Congress has been performing taxpayer-bypass-surgery for a long time. When
legislators at the federal level want something really badly, their
initiatives keep coming back like the proverbial Energizer Bunny,
under first one name then another. If
too much resistance is encountered (or anticipated), state governors
around the country are enticed to help create and pass copycat legislation
so that by the time the federal body manages to come through, similar
bills are all over the place.
That’s how universal mental health screening (under the Marxist-like moniker
“New Freedom Initiative”) got through, despite warnings that it will
morph into a cradle-to-grave political litmus test. That’s how the
No Child Left Behind Act managed to avert the axe, even though it
doesn’t test much of anything and has left our students’ international
standing in math and science fourth from the bottom of the global
barrel. That’s how the disaster known as “comprehensive sex education”
managed to become institutionalized nationwide despite admonitions
from experts and parents concerning its probable ineffectiveness and
normalization of counterproductive behaviors (see the new Health and
Human Services report: “Conprehensive"
Sex Education Inefective and Offensive.
In the latter case, countless pundits over the years have protested explicit
sex education, pointing out that while a unit on the reproductive
system might be appropriate in physiology classes, the rest of the
subject usurped parental prerogatives.
So just how did government get around that argument, or the one
about local control. If I recall correctly, it was “a compelling state
interest” that teen pregnancy and venereal diseases be avoided. So,
now we have epidemic levels of sexual predators, de-stigmatization
of unwed motherhood and, of course, lots and lots of genital herpes,
HPV, ad nauseum, in our faces—from ubiquitous billboards to
television commercials.
It’s one thing when elected officials are treated like celebrities and
are excused from laws and sanctions other citizens must follow—such
as former Washington, DC mayor/councilman-for-eternity Marion Barry,
who now can add a drunk driving arrest to his astounding resume of
abuses while in office. But it is quite another when our representatives
start thumbing their noses at the public on matters of public safety
and national sovereignty.
No means “no” on the current immigration bill. A nation cannot afford
waves of new, much less illegal, immigrants during wartime. A moratorium
on new immigration should have gone into effect immediately following
9/11, and it should have stayed that way until we were out from under
the threat of rogue states on the loose with nukes or until we don’t
have to worry about the possibility of terrorists setting off chemical
or biological weapons on a crowded street—neither of which will likely
occur in any of our lifetimes.
Our reckless and lax approach to crime over the past 30 years has exacerbated
the debate over illegal immigration, allowing thousands of repeat
violent offenders to ravage our neighborhoods and stalk our kids.

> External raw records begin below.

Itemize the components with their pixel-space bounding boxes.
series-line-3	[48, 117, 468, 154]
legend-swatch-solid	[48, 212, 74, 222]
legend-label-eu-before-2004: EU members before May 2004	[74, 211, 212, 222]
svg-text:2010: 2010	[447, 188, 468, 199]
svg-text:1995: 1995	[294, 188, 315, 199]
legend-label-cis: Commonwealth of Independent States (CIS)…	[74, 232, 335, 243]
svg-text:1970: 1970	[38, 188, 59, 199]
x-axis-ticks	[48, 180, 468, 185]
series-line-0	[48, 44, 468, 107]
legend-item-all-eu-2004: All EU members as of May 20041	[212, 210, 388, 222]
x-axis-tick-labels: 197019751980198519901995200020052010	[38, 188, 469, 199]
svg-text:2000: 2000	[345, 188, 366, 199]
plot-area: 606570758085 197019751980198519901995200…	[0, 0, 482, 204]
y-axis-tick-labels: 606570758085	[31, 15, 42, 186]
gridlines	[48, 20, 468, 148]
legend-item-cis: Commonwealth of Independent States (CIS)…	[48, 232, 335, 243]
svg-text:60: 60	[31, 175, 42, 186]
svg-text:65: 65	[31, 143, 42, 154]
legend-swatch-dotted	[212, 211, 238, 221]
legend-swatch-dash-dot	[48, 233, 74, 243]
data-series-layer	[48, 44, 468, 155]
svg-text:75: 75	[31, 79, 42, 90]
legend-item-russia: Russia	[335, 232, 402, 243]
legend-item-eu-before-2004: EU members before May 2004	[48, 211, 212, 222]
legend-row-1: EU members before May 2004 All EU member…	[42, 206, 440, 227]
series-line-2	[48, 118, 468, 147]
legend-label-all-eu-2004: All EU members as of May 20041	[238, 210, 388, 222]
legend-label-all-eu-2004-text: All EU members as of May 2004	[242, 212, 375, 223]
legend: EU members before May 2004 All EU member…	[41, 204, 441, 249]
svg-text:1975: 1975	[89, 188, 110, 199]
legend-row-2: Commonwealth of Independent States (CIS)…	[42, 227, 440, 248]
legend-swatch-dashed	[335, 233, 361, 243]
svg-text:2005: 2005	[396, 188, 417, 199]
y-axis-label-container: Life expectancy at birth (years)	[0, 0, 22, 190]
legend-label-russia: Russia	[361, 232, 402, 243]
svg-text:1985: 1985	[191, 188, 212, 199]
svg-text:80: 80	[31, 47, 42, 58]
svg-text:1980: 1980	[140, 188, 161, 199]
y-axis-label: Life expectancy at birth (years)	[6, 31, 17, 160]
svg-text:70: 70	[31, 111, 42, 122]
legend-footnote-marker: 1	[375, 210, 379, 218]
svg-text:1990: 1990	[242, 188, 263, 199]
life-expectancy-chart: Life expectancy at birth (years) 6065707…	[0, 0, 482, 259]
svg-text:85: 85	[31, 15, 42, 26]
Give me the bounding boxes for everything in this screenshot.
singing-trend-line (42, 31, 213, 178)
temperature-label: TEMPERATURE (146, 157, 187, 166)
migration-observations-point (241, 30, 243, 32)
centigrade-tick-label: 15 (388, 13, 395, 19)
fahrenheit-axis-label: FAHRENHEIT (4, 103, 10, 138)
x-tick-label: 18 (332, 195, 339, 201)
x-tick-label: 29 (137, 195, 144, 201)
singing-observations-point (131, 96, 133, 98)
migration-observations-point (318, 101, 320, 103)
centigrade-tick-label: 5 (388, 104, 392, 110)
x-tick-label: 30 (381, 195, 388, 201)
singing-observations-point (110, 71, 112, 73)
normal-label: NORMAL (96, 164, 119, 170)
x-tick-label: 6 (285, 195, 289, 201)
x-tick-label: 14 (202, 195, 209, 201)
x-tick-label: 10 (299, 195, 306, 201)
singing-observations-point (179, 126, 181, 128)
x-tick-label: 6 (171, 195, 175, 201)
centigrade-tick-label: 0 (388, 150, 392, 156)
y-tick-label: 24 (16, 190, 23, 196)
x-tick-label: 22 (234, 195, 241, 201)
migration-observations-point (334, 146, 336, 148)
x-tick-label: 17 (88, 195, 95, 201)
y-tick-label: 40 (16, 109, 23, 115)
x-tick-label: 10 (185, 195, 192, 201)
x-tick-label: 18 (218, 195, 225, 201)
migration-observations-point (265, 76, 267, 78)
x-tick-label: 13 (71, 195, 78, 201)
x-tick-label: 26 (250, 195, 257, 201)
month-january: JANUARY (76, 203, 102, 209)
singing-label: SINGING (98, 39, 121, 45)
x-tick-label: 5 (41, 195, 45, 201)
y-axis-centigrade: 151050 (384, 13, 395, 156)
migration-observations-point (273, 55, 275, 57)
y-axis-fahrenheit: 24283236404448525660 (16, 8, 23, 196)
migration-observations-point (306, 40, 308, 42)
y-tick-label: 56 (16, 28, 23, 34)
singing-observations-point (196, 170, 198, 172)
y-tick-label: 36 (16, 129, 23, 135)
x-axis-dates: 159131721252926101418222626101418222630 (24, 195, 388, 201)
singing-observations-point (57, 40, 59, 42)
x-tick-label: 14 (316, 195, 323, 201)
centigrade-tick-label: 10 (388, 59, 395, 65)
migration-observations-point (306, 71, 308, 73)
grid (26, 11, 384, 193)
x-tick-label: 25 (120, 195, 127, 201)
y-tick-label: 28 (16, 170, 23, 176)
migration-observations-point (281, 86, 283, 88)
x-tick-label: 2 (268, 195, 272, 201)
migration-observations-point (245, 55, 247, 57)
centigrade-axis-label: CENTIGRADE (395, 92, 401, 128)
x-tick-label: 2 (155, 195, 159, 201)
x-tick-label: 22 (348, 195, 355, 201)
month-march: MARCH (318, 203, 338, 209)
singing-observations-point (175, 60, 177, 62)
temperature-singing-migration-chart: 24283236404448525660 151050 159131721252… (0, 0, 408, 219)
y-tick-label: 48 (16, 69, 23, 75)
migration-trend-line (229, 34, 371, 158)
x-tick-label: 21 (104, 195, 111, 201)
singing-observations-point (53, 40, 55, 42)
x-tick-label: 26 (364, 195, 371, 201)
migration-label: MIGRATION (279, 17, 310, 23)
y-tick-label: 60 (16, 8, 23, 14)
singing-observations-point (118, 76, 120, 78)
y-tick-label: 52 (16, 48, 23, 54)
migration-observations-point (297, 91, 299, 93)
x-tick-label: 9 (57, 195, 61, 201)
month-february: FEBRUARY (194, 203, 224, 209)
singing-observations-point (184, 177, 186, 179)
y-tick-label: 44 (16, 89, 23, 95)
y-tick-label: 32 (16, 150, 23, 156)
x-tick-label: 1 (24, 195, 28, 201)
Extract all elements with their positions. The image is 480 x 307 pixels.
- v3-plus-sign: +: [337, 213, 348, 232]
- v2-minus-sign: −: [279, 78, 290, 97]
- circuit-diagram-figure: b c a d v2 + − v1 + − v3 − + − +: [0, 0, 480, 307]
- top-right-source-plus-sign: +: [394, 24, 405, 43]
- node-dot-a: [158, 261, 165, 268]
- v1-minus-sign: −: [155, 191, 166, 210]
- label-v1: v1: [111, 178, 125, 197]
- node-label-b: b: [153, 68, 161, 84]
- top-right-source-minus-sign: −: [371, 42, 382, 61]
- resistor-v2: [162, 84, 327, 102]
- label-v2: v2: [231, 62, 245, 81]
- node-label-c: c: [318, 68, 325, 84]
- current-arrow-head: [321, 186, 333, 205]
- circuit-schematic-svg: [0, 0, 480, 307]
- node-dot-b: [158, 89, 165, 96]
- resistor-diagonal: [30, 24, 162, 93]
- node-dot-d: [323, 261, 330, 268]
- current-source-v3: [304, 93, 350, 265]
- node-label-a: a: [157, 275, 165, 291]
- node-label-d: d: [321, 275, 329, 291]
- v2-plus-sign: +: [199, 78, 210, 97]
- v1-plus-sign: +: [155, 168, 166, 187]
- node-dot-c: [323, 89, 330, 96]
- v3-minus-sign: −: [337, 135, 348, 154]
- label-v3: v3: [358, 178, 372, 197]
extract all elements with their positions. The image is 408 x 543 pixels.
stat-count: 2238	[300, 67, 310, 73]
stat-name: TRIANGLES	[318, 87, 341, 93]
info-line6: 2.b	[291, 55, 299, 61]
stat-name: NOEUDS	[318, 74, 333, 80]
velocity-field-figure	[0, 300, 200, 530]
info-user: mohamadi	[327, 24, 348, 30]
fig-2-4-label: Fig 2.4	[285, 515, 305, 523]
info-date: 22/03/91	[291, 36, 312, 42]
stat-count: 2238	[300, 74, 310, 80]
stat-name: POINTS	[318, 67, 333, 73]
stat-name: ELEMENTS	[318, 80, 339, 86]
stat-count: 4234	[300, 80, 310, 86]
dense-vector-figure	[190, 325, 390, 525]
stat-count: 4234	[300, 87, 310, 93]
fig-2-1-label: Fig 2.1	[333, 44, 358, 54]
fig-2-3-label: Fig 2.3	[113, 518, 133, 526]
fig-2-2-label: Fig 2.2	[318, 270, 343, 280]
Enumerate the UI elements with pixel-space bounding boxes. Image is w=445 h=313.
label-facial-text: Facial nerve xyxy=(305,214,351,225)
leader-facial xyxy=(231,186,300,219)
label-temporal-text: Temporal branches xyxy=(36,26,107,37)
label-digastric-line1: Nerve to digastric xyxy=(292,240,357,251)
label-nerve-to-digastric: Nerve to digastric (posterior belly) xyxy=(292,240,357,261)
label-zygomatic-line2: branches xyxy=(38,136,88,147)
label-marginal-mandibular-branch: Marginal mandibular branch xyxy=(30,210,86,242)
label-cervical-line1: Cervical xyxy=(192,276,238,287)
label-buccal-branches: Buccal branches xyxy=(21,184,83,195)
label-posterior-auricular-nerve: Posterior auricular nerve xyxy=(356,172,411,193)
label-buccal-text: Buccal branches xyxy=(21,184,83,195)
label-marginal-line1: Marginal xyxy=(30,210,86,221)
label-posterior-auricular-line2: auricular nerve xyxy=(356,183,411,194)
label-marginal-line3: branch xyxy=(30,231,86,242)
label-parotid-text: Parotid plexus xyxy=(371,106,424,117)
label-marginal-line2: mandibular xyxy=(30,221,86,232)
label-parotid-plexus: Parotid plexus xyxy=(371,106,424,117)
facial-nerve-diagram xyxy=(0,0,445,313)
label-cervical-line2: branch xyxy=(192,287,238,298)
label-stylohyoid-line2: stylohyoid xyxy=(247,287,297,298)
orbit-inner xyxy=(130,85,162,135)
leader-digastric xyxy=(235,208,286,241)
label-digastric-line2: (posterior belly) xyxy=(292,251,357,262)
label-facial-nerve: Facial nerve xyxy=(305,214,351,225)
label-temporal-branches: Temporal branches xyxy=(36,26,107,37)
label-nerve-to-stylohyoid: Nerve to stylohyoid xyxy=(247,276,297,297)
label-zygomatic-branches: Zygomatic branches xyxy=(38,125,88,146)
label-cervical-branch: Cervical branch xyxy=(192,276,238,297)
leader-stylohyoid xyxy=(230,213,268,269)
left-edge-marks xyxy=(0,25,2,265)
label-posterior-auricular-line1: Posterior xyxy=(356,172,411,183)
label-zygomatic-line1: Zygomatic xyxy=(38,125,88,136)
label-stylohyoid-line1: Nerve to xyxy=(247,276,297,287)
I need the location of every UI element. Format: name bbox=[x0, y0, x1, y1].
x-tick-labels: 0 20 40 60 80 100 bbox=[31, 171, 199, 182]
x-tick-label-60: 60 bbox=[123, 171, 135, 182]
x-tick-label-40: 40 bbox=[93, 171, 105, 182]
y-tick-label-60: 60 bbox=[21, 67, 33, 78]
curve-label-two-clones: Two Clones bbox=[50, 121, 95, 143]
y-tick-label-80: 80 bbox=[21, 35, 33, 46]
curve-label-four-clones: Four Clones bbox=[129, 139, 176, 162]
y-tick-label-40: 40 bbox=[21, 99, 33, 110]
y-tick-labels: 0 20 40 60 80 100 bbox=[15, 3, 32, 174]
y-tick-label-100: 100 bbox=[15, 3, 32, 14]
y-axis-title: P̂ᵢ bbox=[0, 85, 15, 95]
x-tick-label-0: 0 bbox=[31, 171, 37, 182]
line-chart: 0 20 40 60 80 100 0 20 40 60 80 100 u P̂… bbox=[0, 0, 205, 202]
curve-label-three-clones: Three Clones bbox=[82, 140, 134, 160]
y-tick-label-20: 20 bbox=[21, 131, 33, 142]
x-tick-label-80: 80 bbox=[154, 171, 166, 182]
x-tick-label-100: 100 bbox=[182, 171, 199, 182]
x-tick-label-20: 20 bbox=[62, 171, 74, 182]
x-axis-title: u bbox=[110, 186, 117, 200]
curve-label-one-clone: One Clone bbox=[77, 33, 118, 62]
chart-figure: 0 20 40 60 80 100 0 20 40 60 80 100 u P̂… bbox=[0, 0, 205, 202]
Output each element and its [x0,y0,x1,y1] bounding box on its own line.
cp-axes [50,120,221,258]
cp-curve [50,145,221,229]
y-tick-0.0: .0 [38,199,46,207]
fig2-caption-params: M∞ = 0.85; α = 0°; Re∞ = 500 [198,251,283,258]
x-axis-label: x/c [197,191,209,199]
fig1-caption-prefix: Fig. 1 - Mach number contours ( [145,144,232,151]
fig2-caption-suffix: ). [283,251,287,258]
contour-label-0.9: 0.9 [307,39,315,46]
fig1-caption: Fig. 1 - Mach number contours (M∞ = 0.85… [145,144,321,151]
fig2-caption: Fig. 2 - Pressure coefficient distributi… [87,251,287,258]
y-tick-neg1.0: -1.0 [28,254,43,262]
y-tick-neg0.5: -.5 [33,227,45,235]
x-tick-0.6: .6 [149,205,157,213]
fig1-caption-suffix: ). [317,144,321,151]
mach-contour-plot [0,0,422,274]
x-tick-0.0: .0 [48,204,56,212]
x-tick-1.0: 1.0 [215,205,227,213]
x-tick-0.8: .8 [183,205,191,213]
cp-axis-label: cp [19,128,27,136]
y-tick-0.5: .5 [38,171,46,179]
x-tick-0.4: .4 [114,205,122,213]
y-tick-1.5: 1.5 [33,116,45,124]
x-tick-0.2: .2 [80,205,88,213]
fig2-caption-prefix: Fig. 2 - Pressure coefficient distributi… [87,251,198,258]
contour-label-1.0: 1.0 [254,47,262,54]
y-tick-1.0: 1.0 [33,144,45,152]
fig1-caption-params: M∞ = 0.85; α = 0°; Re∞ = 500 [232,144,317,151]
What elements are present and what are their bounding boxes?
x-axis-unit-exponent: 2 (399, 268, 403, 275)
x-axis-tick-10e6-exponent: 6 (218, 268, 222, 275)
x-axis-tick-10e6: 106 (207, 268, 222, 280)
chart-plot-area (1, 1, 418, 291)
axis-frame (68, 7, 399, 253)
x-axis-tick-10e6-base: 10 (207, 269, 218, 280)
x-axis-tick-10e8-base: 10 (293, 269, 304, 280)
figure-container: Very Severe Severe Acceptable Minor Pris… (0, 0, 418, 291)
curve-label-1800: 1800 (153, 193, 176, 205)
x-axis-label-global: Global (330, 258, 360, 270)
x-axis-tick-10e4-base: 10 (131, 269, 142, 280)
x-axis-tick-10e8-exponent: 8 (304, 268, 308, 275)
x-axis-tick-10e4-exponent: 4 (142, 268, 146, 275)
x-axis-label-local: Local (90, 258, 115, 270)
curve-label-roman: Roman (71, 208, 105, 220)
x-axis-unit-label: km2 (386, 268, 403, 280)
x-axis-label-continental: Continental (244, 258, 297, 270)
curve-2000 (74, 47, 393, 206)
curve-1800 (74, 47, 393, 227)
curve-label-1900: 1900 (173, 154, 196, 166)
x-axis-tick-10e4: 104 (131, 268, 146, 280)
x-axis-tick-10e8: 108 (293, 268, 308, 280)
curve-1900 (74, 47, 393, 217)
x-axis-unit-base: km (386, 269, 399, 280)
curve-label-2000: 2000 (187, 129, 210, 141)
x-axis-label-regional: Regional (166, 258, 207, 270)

Police at the local, county and state levels have had so many roadblocks
enacted against legitimate crime-fighting, that they no longer can
catch any real criminals, and are relegated to handing out $500 fines
for dogs off their leashes and time-consuming seat-belt stops.
The bottom line is that government is way, way out of control and has
grown too big for its collective britches. The immigration bill fiasco
is merely symptomatic of a much greater problem. If legal, American
citizens don’t insist on reigning in this monster soon, illegal aliens
will be the least of our problems.
Beverly Eakman is an Educator, 9 years: 1968-1974, 1979-1981. Specialties: English and Literature.
Science Editor, Technical Writer and Editor-in-Chief of official newspaper, National Aeronautics and Space Administration, 1974-1979. Technical piece, "David, the Bubble Baby," picked up by popular press and turned into a movie starring John Travolta.
Chief speech writer, National Council for Better Education, 1984-1986; for the late Chief Justice Warren E. Burger, Commission on the Bicentennial of the US Constitution, 1986-1987; for the Voice of America Director, 1987-1989; and for U.S. Department of Justice, Gerald R. Regier, 1991-1993.